Jaysus. What a disaster. What a disaster. It’s incalculable the opportunity the Libertarians have lost. Nothing cracks the two-party wall, unless the wall cracks from within and can be breached. They had their chance and they really blew it, and it’s hard to see what happens to the Libertarians after this. Do they just put up pointless candidates in perpetuity? At what point does a movement such as this — which has made no down-ticket inroads, no congresspeople, few state officials under the Libertarian banner — simply fold up and decide that the paradigm is exhausted? Or are such parties perpetually replenished by the young, those on a journey, those spinning off into space. The Libertarians missed their moment in not putting Weld at the top of the ticket. Reasonable, centre-right and strong on really changing how federal government is done. Had Weld made it to the debates, he might well have nudged towards 20, 25%, at which point the prospect of winning some states comes into play.
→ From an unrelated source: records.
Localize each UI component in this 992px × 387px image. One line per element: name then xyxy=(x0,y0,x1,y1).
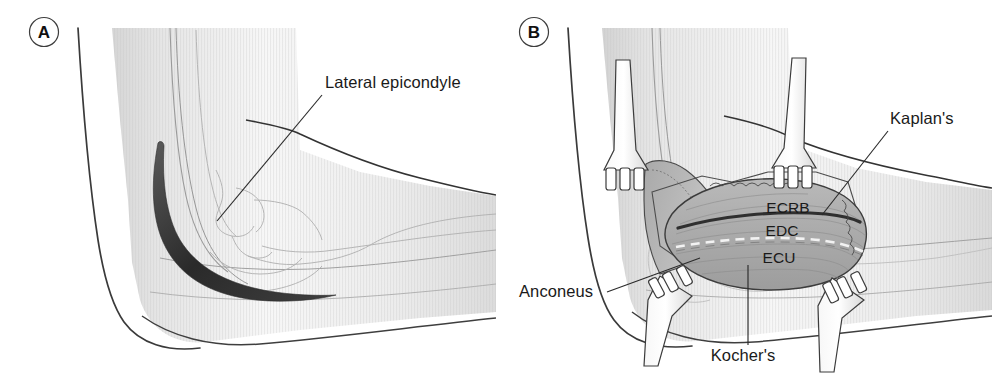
label-ecrb: ECRB xyxy=(766,199,809,216)
panel-b-illustration: B Kaplan's ECRB EDC ECU Anconeus Kocher'… xyxy=(496,0,992,387)
label-edc: EDC xyxy=(765,222,798,239)
panel-letter-a-text: A xyxy=(38,23,50,42)
label-kaplan: Kaplan's xyxy=(890,109,954,127)
panel-letter-a: A xyxy=(30,18,59,47)
label-kocher: Kocher's xyxy=(711,346,775,364)
label-ecu: ECU xyxy=(762,249,795,266)
panel-letter-b: B xyxy=(520,18,549,47)
panel-letter-b-text: B xyxy=(528,23,540,42)
label-lateral-epicondyle: Lateral epicondyle xyxy=(325,73,461,91)
label-anconeus: Anconeus xyxy=(519,282,593,300)
panel-a: A Lateral epicondyle xyxy=(0,0,496,387)
figure-root: A Lateral epicondyle xyxy=(0,0,992,387)
panel-b: B Kaplan's ECRB EDC ECU Anconeus Kocher'… xyxy=(496,0,992,387)
panel-a-illustration: A Lateral epicondyle xyxy=(0,0,496,387)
Well, we’ll never know. Johnson will get his useless 3-4% and forever be the dude who didn’t know what “a leppo” was. There is, finally, a certain exasperation with the Libertarians. In societies fused together by global systems in multiple layers, freedom is obtained not by pretending they can be disregarded, but in limiting their hidden power, and building reflexivity into it.

“Do you know,” I said, standing next to a kid in a starburst T-shirt, outside the ball park, after almost everyone had disappeared, “I am calling an Uber, and I am able to do that only because a globally dictated satellite/digital system is present in every person’s hand? What would Gary Johnson say about that?”

He looked at me for a second.

“Uh I don’t know, I just like what he says about dope, y’know?”

From the funky smoke Gary Johnson emerged, and to it he returneth, a dream within a dream, the perpetual fantasy of freedom, history in a cardboard tricorn hat.